Statistics released last week by the Centers for Disease Control and Prevention (CDC), indicate an alarming rise in suicide rates in the United States. Figures available for 2022 show a 2.6% increase in suicides, or 49,449 deaths—the highest number ever recorded, ABC News reported. This follows a 5% increase in suicide rates in 2021, but, according to the CDC, suicide rates have been increasing every year since 2006, with the exception of 2019 and 2020.
Several media reports on these results cite the prevalence of depression, how isolation during the Covid pandemic contributed to mental health problems generally, and, of course, the widespread availability of firearms, which is cited as one of the major causes. Almost no one identifies the real reasons: general societal breakdown—both economic and cultural, homelessness, lack of productive employment or educational opportunity, and the destructive drug epidemic.
According to Surgeon General Dr. Vivek Murthy, “mental health has become the defining public health and societal challenge of our time.” The numbers, he said, are a “sobering reminder of how urgent it is that we further expand access to mental health care addressing the root causes of mental health struggles.”
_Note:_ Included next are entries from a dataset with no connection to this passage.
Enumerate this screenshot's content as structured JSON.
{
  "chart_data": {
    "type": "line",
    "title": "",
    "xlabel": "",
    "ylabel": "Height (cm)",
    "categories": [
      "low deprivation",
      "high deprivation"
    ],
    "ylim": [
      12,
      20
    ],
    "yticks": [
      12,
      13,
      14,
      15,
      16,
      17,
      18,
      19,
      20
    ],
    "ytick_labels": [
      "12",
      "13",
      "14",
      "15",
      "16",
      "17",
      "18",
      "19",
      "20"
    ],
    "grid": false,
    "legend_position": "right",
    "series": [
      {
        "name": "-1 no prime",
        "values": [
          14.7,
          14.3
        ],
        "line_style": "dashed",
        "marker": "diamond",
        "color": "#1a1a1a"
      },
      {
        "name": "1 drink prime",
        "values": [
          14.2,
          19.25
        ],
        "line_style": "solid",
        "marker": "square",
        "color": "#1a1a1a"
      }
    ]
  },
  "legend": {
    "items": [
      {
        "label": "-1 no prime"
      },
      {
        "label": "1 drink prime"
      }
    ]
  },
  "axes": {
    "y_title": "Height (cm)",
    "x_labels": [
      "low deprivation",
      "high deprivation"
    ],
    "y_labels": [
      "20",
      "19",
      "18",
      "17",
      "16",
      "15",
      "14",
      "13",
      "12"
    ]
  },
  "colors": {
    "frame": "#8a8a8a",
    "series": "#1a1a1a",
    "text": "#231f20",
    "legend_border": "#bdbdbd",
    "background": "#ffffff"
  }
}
The rise in suicides in people ages 65 and above was dramatic—8.1% in 2022. But all age groups are affected, the latest report shows. In March, the CDC reported that one out of every three teenage girls said they had contemplated suicide at some point. More than half, 57%, also said they feel “persistently sad or hopeless.” In June, CDC figures showed that almost one in five U.S. adults said they had been diagnosed as suffering from depression “at some point in their lives.”